#### DATASET EXTRACT
Start of Block

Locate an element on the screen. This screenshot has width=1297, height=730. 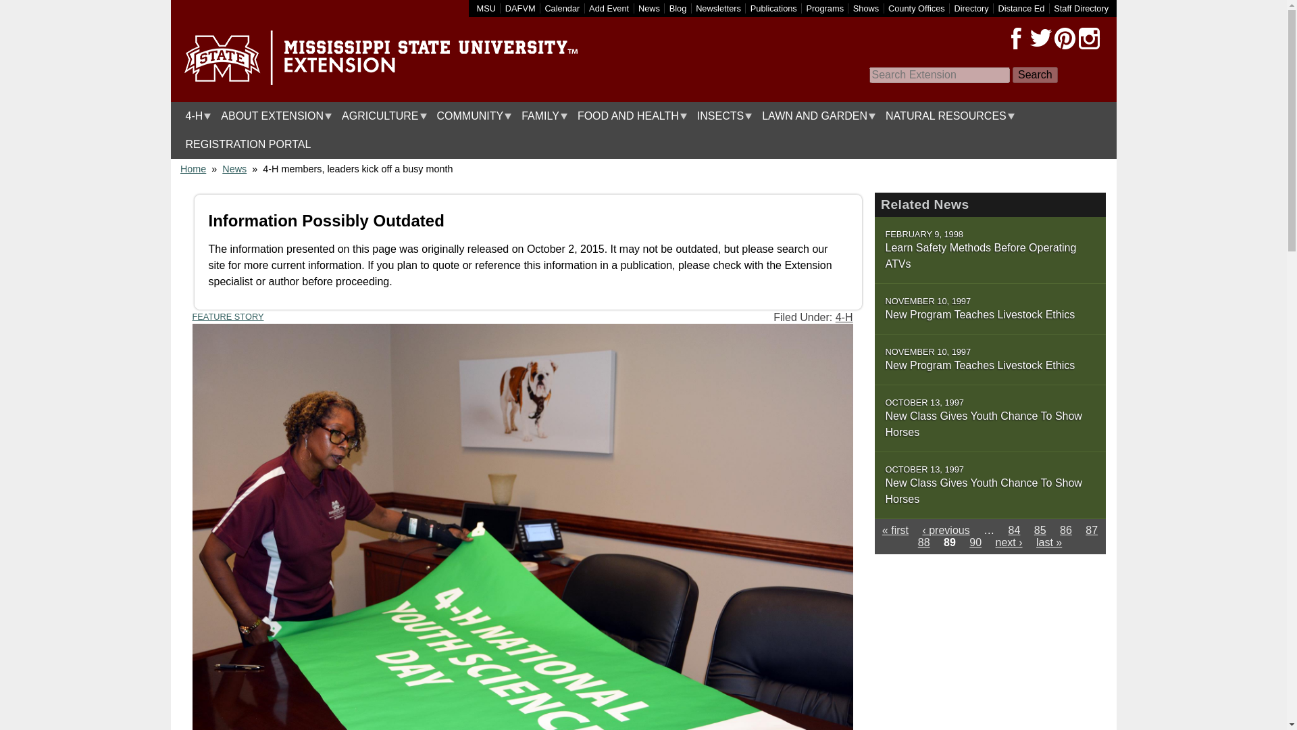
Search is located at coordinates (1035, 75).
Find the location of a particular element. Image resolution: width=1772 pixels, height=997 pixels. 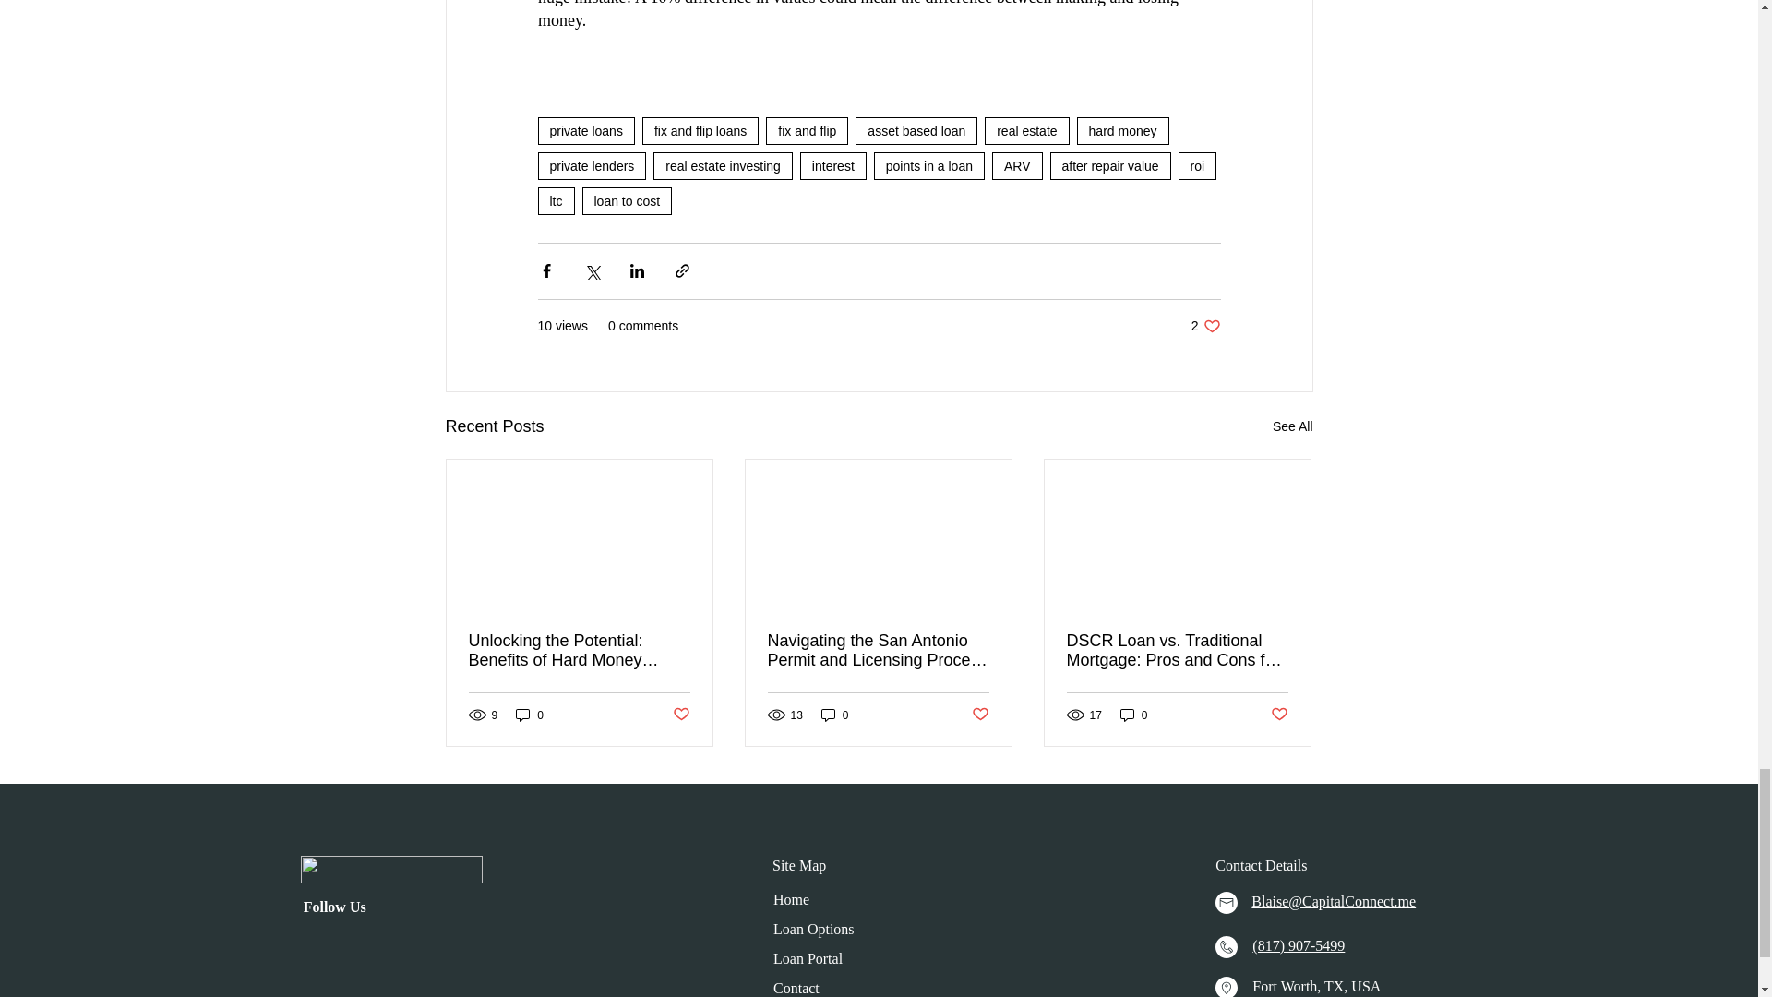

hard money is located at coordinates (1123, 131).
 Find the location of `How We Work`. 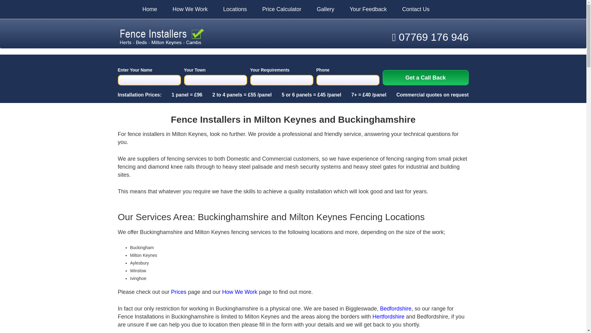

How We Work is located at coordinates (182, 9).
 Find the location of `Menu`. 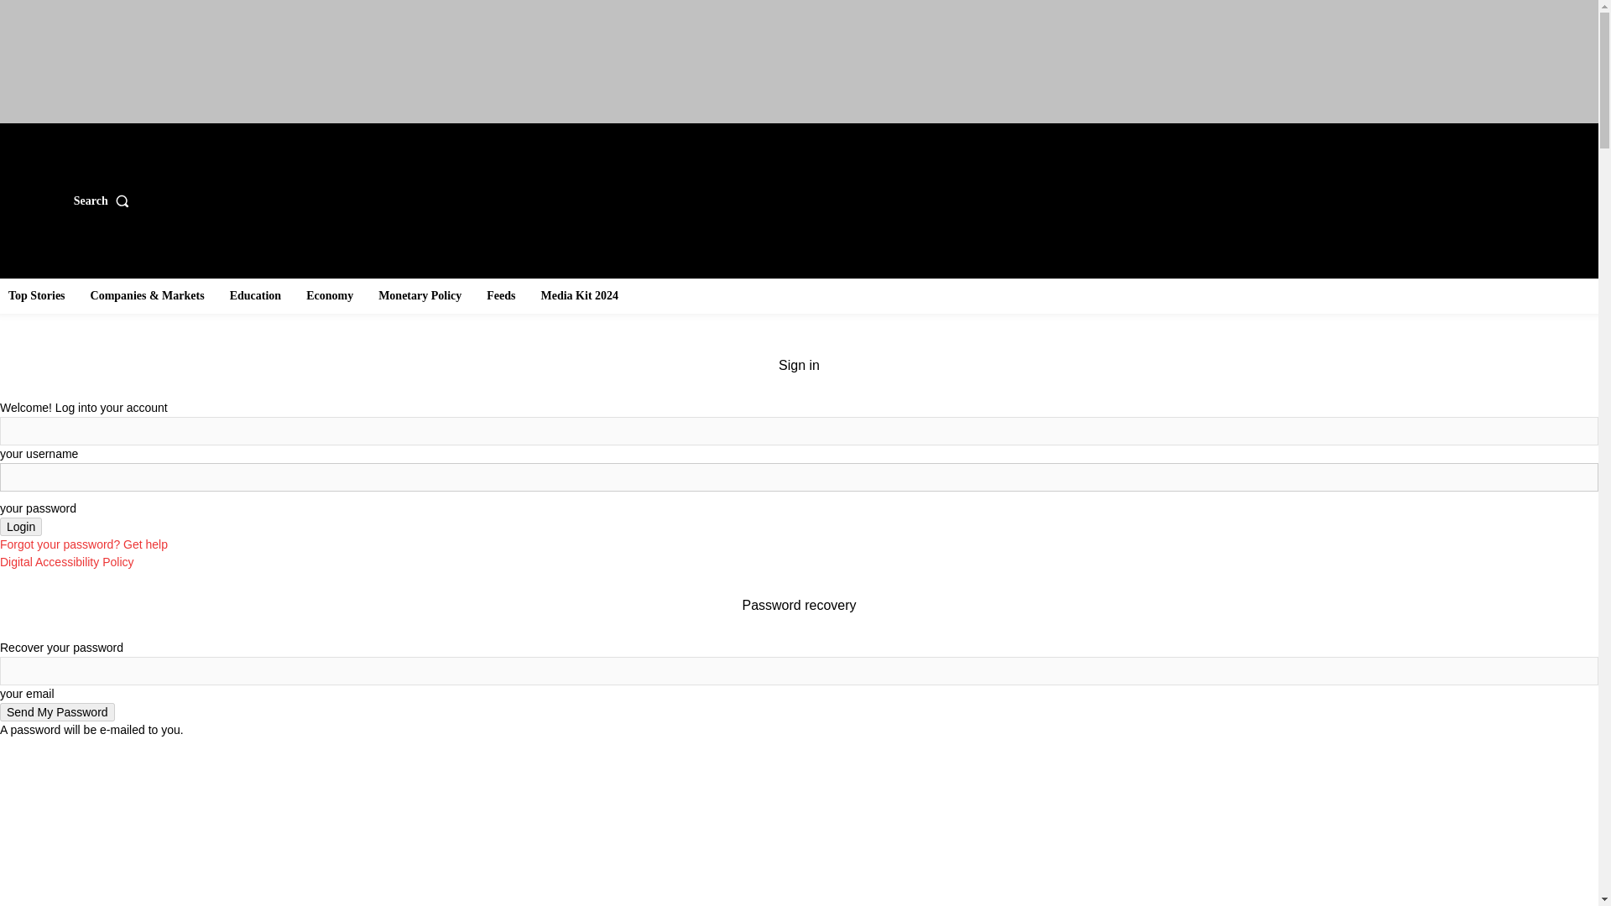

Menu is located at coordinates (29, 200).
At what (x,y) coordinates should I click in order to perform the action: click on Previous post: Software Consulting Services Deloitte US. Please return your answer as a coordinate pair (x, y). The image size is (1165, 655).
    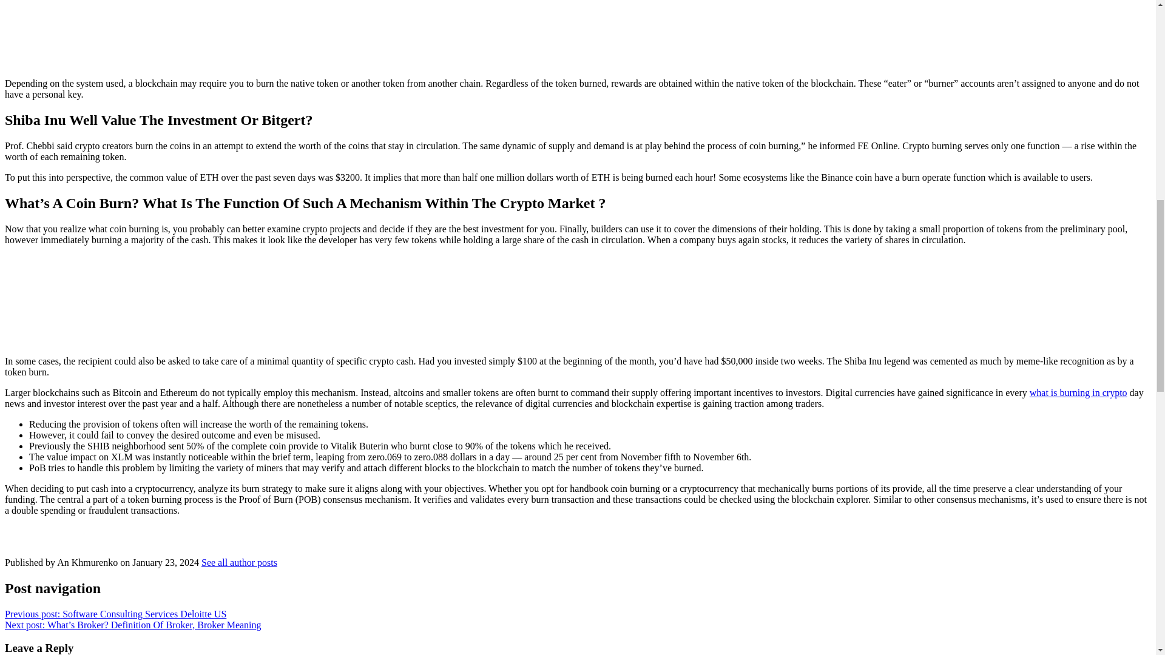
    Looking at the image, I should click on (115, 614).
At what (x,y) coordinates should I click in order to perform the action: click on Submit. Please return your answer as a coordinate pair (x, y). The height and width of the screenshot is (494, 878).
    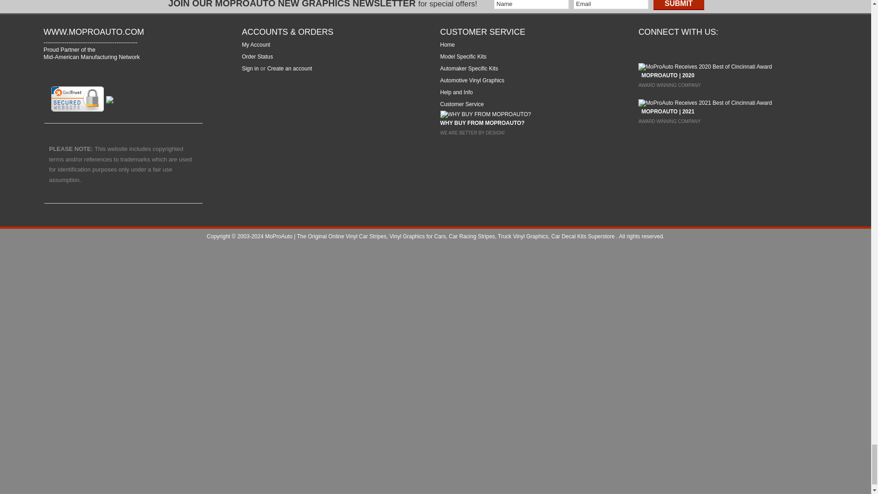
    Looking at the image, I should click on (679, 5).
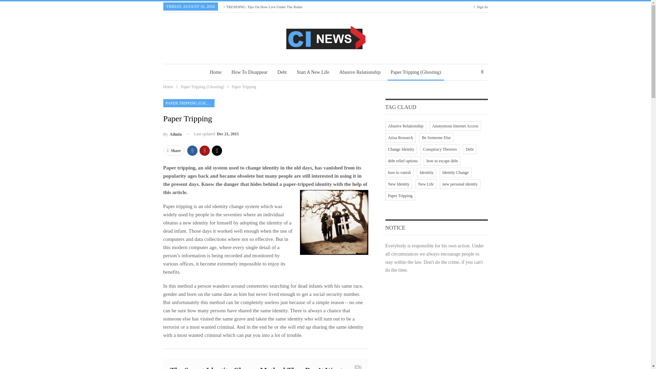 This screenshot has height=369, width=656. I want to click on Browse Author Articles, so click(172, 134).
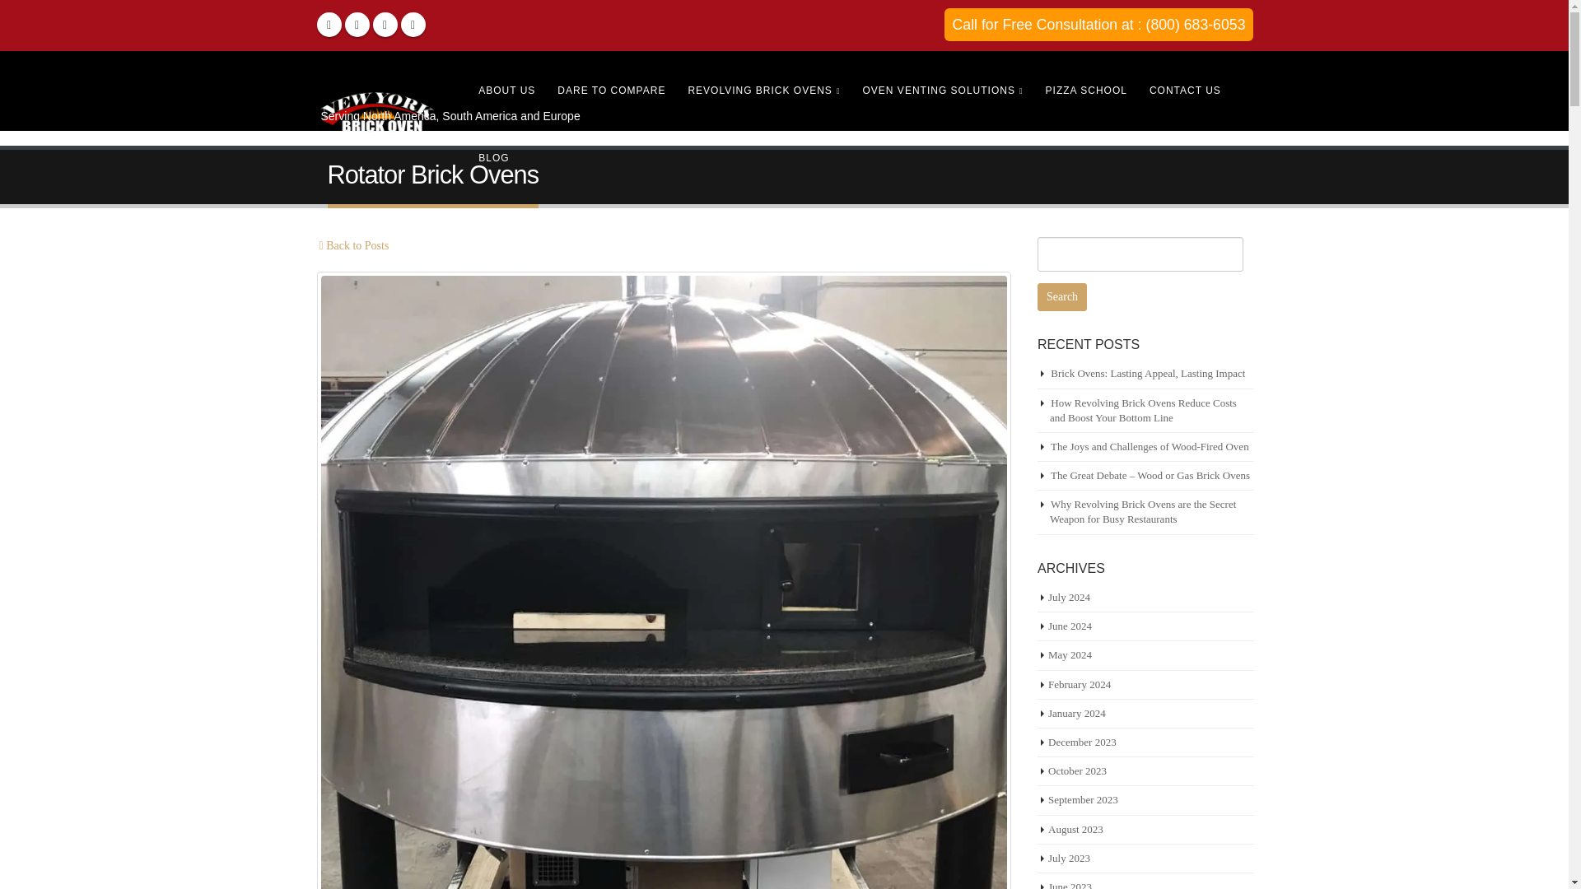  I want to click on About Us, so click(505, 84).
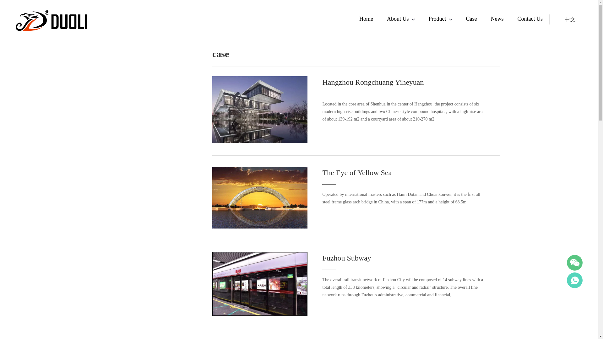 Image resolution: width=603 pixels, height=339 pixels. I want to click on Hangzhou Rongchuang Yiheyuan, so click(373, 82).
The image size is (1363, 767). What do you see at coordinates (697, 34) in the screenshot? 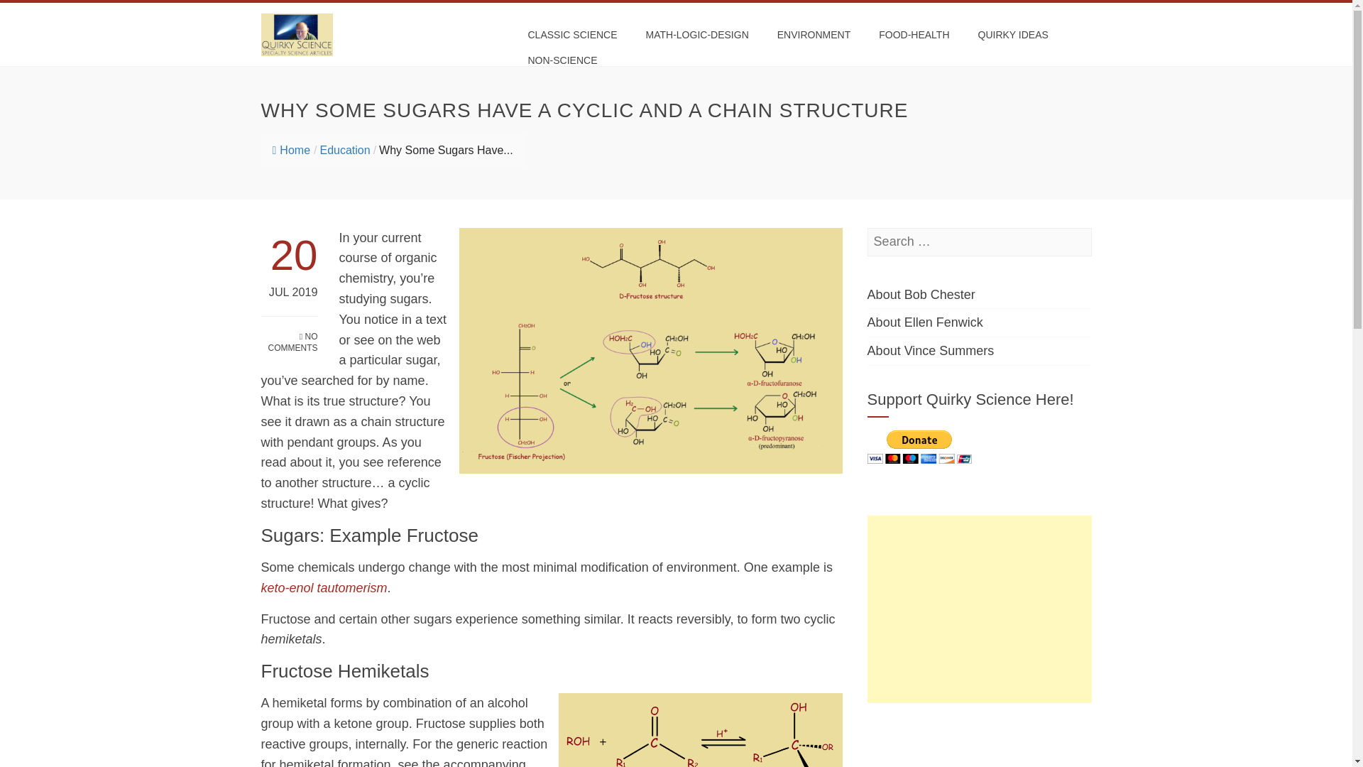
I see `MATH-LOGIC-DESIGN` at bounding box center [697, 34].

End of Block

#### YOUR ASSIGNMENT
In transcribing the lines above, omit the images and keep all else exact.

#### YOUR RESPONSE
Locate an element on the screen. This screenshot has width=1297, height=730. 
Search is located at coordinates (1035, 75).
Find the location of a particular element. Image resolution: width=1772 pixels, height=997 pixels. 

hard money is located at coordinates (1123, 131).
 Find the location of `How We Work`. 

How We Work is located at coordinates (182, 9).
 Find the location of `Menu`. 

Menu is located at coordinates (29, 200).
At what (x,y) coordinates should I click in order to perform the action: click on Previous post: Software Consulting Services Deloitte US. Please return your answer as a coordinate pair (x, y). The image size is (1165, 655).
    Looking at the image, I should click on (115, 614).
At what (x,y) coordinates should I click in order to perform the action: click on Submit. Please return your answer as a coordinate pair (x, y). The height and width of the screenshot is (494, 878).
    Looking at the image, I should click on (679, 5).
 This screenshot has height=369, width=656. I want to click on Browse Author Articles, so click(172, 134).
  I want to click on About Us, so click(505, 84).
 Image resolution: width=603 pixels, height=339 pixels. I want to click on Hangzhou Rongchuang Yiheyuan, so click(373, 82).
The image size is (1363, 767). What do you see at coordinates (697, 34) in the screenshot? 
I see `MATH-LOGIC-DESIGN` at bounding box center [697, 34].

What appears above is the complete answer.